Gold’s rally will continue

Gold has gone through volatile trading the past few weeks however, the "wall of worry" which may have fell when gold dropped, is still prevalent and it will continue to support gold to higher price levels.

Mark Hulbert
Sept. 7, 2011, 12:01 a.m. EDT
Market Watch

CHAPEL HILL, N.C. (MarketWatch) — Gold’s sentiment stars are aligned in favor of bullion rallying to even higher prices.

This alignment represents a big shift from the situation prevailing in the last half of July, when I last devoted a column to gold sentiment. I wrote then that the wall of worry that previously had existed in the gold market had largely disintegrated, replaced by excitement and exuberance. ( Read my July 19 column on gold market sentiment. )

To be sure, the resultant contrarian-based caution was premature. But contrarians can claim some vindication in the huge drop that bullion suffered in late August — when spot gold dropped from an intraday high of $1,929.00 on Aug. 23 to an intraday low of $1,702.80 just two trading days later.

As I wrote in July, the excitement that then existed in the gold market was “close to the fever pitch that prevailed in late April. Soon after that previous crescendo of bullish enthusiasm, of course, gold encountered a stunning air pocket and fell more than $100 per ounce.”
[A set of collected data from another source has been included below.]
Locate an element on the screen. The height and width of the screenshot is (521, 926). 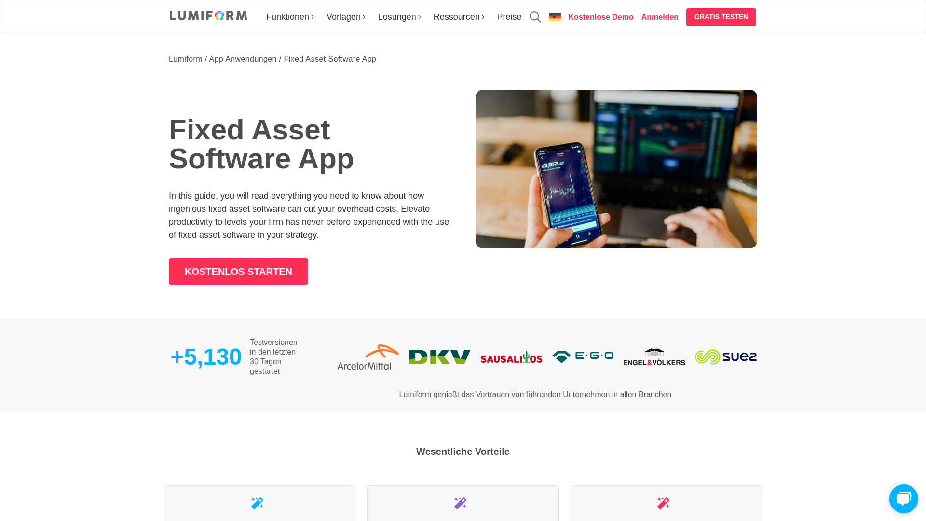
Chat Widget is located at coordinates (902, 498).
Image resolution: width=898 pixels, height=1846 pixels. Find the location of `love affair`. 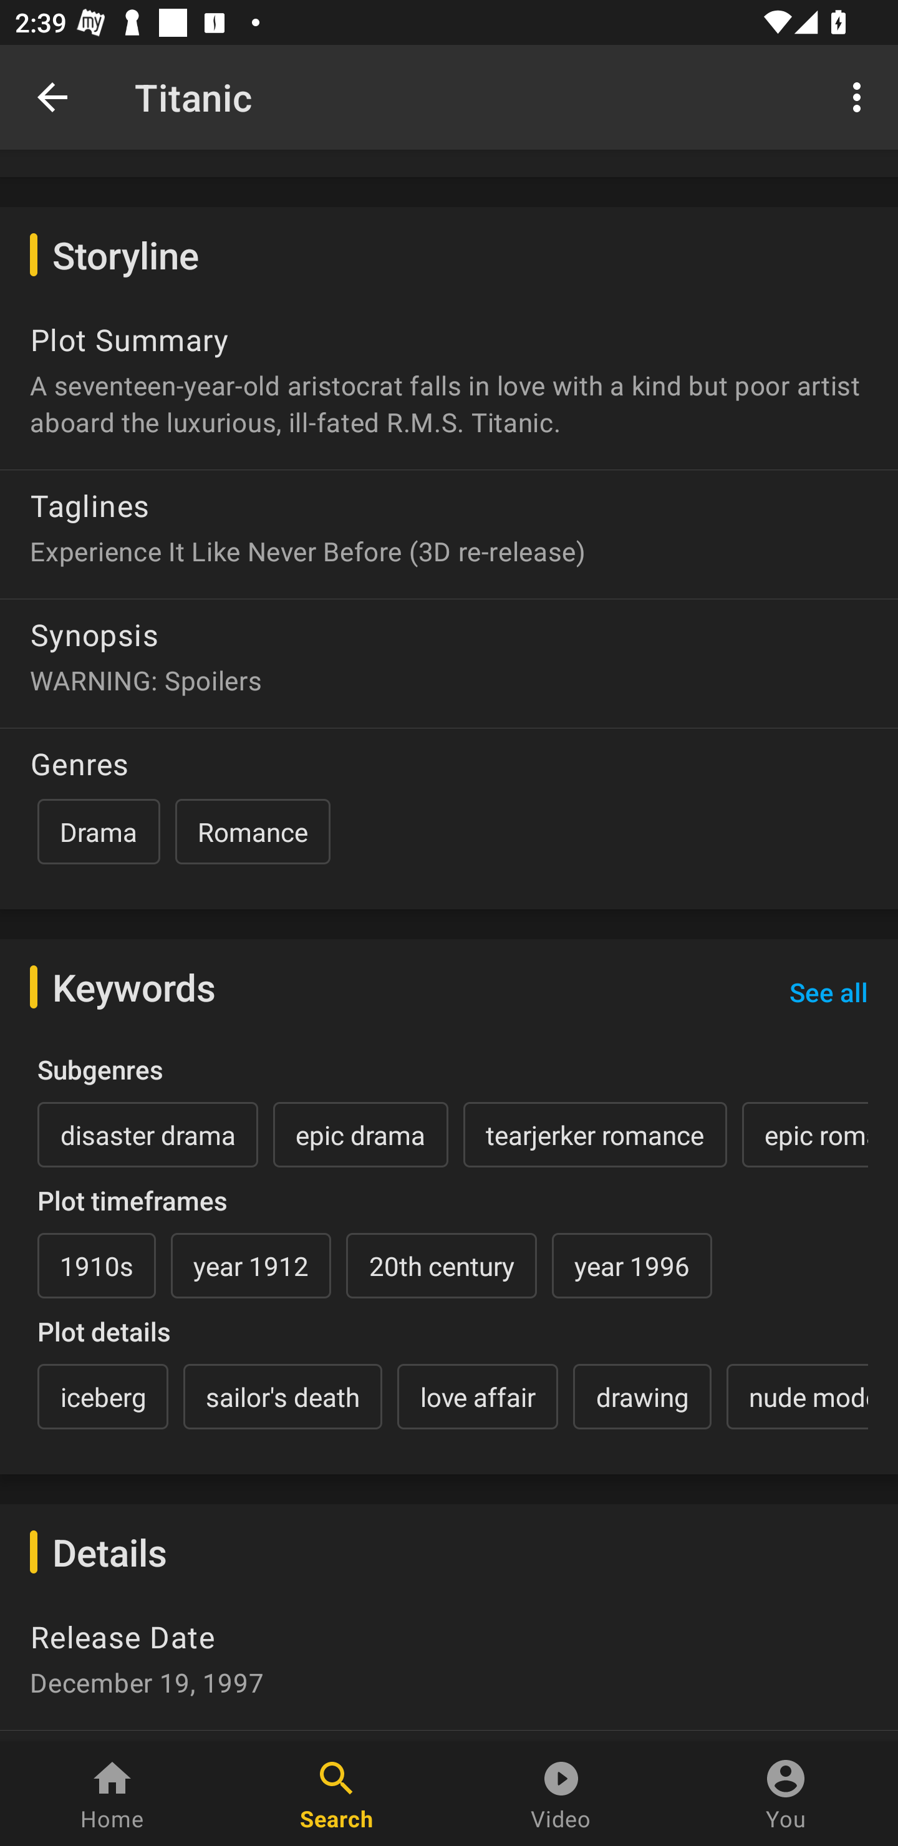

Regardless, that huge two-day drop in late August did scare a lot of erstwhile bulls into becoming almost stubbornly bearish — which, from a contrarian point of view, is bullish. As a result, even though gold bullion is now back within shouting distance of its August highs, gold market sentiment remains remarkable subdued.

Consider the average recommended gold market exposure among a subset of the shortest-term gold market timers tracked by the Hulbert Financial Digest (as measured by the Hulbert Gold Newsletter Sentiment Index, or HGNSI). That average currently stands at 40.3%.

To put that in context, consider that in late July, when an ounce of gold was trading for nearly $300 less, the HGNSI stood at 67%.

In other words, even though gold bullion is 18% higher today than then, the average gold timer is only slightly more than half as bullish. Since the typical pattern is for gold timers to become more and less bullish as the market rises and falls, respectively, this development is bullish from a contrarian point of view.

The bottom line? What has played out in recent weeks is the bullish scenario that I outlined nearly two months ago: In my July 19 column, I wrote that it would be bullish for the yellow metal if, in the wake of subsequent gold market weakness, “traders were to quickly run for the exits. That would suggest that there remains an underlying climate of skittishness about gold, which would allow the wall of worry to be quickly rebuilt.”

That wall of worry appears today to be quite robust.